Latest Entry: Composer of NPR Theme Dies

Washington Post staff writers offer a window into the art of obituary writing, the culture of death, and more about the end of the story.

Read More | What is this Blog?

More From the Obits Section: Search the Archives  |   RSS Feeds RSS Feed   |   Submit an Obituary  |   Twitter Twitter

Grammy Winner Billy Preston; Wrote 'Nothing From Nothing'

Discussion Policy
Comments that include profanity or personal attacks or other inappropriate comments or material will be removed from the site. Additionally, entries that are unsigned or contain "signatures" by someone other than the actual author will be removed. Finally, we will take steps to block users who violate any of our posting standards, terms of use or privacy policies or any other policies governing this site. Please review the full rules governing commentaries and discussions. You are fully responsible for the content that you post.
By Adam Bernstein
Washington Post Staff Writer
Wednesday, June 7, 2006

Billy Preston, 59, a piano prodigy and Grammy Award winner who performed with the Beatles and wrote "Nothing From Nothing" and the Joe Cocker hit "You Are So Beautiful," died June 6 at Scottsdale Healthcare Shea in Arizona of complications from a kidney transplant. His health problems followed years of substance abuse.

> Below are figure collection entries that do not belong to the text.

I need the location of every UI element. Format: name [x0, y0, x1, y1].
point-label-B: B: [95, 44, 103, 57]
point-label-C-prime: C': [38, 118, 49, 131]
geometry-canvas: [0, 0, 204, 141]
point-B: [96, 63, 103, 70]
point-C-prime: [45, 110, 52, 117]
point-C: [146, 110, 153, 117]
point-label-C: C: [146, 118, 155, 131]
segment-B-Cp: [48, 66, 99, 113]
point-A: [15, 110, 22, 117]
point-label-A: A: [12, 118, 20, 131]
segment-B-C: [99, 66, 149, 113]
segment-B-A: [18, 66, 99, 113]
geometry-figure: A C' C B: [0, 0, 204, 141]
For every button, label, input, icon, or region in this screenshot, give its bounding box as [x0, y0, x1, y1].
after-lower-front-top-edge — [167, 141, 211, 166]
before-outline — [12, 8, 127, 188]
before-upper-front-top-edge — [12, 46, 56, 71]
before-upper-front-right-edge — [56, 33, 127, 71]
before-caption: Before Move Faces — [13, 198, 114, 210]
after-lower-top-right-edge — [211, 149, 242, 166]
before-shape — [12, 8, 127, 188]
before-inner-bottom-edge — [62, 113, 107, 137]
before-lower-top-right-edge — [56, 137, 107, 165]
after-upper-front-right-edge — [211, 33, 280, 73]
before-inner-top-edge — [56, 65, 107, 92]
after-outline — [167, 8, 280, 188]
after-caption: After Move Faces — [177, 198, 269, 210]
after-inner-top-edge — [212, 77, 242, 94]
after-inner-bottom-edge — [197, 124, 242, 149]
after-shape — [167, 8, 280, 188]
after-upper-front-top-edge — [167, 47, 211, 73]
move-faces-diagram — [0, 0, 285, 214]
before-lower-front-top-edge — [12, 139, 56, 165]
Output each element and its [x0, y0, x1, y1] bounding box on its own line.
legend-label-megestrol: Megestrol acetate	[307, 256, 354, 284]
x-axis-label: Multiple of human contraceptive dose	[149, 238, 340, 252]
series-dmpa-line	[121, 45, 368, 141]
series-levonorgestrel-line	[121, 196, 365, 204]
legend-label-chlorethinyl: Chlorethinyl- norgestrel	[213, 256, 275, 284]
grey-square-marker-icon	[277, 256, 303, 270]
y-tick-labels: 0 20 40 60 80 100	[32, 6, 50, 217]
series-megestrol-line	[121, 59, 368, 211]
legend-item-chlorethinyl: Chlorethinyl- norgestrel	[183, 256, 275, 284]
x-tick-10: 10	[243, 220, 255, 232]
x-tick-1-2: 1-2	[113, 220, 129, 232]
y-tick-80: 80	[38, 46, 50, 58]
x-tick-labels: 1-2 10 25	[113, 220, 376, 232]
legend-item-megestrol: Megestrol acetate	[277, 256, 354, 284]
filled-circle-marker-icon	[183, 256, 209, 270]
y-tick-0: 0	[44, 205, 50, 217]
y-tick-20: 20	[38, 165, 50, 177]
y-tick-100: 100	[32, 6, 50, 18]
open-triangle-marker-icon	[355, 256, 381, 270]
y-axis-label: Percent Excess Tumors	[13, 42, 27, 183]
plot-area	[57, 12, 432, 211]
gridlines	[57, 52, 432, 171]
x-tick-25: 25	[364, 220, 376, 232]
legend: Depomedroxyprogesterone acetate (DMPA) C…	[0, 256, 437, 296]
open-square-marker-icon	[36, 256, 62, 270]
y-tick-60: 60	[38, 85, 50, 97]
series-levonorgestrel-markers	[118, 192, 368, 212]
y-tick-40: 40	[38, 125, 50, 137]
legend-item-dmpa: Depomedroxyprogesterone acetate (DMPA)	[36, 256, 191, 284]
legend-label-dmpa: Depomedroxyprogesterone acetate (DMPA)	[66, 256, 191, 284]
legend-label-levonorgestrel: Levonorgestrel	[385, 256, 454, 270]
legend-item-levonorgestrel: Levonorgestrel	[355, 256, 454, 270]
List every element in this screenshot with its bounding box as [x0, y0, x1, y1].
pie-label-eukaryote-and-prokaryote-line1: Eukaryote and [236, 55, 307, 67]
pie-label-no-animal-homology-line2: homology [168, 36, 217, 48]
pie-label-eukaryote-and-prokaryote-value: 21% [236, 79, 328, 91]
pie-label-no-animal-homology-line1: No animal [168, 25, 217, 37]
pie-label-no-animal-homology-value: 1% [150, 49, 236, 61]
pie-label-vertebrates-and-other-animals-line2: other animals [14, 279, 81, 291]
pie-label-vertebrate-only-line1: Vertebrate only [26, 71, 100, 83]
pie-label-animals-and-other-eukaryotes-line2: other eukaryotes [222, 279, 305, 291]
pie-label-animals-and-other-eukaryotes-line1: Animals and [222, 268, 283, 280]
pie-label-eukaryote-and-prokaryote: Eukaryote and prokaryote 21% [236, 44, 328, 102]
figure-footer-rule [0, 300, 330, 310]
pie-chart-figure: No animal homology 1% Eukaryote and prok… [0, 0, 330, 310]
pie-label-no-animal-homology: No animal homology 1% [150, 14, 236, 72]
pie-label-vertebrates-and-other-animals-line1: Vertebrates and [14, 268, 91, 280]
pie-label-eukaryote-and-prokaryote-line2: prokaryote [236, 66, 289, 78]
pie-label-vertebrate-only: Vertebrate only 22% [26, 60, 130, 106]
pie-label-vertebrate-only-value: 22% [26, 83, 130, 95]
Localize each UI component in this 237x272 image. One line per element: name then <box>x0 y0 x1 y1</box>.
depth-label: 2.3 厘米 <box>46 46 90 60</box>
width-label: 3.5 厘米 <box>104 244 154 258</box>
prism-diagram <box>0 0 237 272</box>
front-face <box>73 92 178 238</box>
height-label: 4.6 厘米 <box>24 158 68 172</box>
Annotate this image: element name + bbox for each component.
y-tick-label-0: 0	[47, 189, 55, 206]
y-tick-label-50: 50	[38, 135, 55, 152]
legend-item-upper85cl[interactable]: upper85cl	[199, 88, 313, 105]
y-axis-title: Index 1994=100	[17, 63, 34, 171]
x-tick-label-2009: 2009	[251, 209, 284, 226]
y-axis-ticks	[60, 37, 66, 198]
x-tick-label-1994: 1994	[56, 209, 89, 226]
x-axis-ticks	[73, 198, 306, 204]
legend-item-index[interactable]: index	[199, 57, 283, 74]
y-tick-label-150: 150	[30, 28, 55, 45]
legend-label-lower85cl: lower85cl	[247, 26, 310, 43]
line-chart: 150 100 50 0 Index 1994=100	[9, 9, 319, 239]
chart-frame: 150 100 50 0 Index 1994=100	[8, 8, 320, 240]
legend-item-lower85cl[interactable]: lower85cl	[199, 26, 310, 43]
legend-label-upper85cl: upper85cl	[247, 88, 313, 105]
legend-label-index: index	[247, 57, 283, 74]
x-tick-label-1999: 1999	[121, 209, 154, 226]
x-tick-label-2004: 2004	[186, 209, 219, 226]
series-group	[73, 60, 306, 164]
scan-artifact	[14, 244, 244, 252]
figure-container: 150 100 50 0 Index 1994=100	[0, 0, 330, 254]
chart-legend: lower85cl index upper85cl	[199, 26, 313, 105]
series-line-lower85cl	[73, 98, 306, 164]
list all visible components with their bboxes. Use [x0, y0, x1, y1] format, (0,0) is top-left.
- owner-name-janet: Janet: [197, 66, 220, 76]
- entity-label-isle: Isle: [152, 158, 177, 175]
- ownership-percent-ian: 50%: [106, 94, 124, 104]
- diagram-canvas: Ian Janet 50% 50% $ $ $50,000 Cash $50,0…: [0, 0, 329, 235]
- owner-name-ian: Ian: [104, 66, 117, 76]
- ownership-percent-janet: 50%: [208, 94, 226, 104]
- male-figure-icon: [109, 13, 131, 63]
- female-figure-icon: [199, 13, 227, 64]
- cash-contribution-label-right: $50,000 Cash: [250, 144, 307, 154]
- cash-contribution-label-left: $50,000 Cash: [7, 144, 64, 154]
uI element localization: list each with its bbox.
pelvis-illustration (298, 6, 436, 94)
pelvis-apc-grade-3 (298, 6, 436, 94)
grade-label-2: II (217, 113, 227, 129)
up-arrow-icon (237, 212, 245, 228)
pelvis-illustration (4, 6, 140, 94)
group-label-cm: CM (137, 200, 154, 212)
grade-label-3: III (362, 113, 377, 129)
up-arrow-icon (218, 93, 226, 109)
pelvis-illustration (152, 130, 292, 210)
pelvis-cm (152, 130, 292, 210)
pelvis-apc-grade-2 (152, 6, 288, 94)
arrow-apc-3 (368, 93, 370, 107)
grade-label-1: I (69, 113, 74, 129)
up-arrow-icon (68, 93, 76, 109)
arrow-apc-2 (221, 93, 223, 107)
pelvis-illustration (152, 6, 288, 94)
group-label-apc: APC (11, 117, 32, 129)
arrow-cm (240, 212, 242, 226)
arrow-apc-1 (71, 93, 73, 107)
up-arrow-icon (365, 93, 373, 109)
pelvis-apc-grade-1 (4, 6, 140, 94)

Mr. Preston's rise in the music business was astounding: By 16, he had worked with Mahalia Jackson, Nat "King" Cole, Little Richard and Sam Cooke. He also had his first solo release, a gospel record called "Sixteen-Year-Old Soul."

He met the then-unknown Beatles in 1962, when the British rock band was the bottom half of a bill at the Star Club in Hamburg. At the time, Mr. Preston was accompanying Cooke and Little Richard on a European tour, and he developed a friendship with guitarist George Harrison.

In the late 1960s, Mr. Preston was a studio musician on the Beatles's "White Album" and "Abbey Road" releases and received label credit as a keyboardist on the "Let It Be" album. Harrison also co-produced two early Preston albums, "That's the Way God Planned It" and "Encouraging Words."

After the Beatles disbanded, Mr. Preston performed with John Lennon and Ringo Starr separately and was featured on Harrison's Grammy-winning "Concert for Bangladesh" release. Mr. Preston won his Grammy for best pop instrumental performance for "Outa Space" (1971), one of many synthesizer-heavy pieces that ushered in the disco age.

Among his notable songs were "I Wrote a Simple Song," "Space Race" and "Will it Go 'Round in Circles," the last featuring the verse, "I got a story, ain't got no moral/Let the bad guy win every once in a while."

Mr. Preston was deeply religious and a recovering drug addict. He said he was comfortable recording Lennon's song "God" but "did kind of flinch" when playing "Sympathy for the Devil" when he toured with the Rolling Stones.

"I couldn't justify that," he said of the Stones piece. "I just played along and didn't think about it."

The son of gospel musicians, William Everett Preston was born Sept. 9, 1946, in Houston and raised in Los Angeles. His parents divorced, and his mother, a church musician and funeral home secretary, encouraged her son's musical talent. He learned piano at 3 by following an older sister's hand movements on the keyboard.

He later accompanied gospel performers Jackson and the Rev. James Cleveland and was spotted during one concert by a movie producer looking to cast "St. Louis Blues," a 1958 film biography of ragtime jazz composer W.C. Handy. Mr. Preston was cast as the young Handy, who is later played by Cole.

Mr. Preston became a regular on the gospel circuit and in 1962 was booked for a European tour with Cooke and Little Richard.

"I had gotten hooked up with Little Richard because he was a minister, and I first heard him in church," Mr. Preston told the Boston Globe. "I was playing a lot of gospel music at the time. . . . When I went to Germany with Little Richard, in fact, we thought we were going to do gospel. But then we got over there and discovered it was a rock 'n' roll tour."


CONTINUED     1        >


More in the Obituary Section

Post Mortem

Post Mortem

The art of obituary writing, the culture of death, and more about the end of the story.

From the Archives

From the Archives

Read Washington Post obituaries and view multimedia tributes to Pope John Paul II, Ronald Reagan, James Brown and more.

[Campaign Finance]

A Local Life

This weekly feature takes a more personal look at extraordinary people in the D.C. area.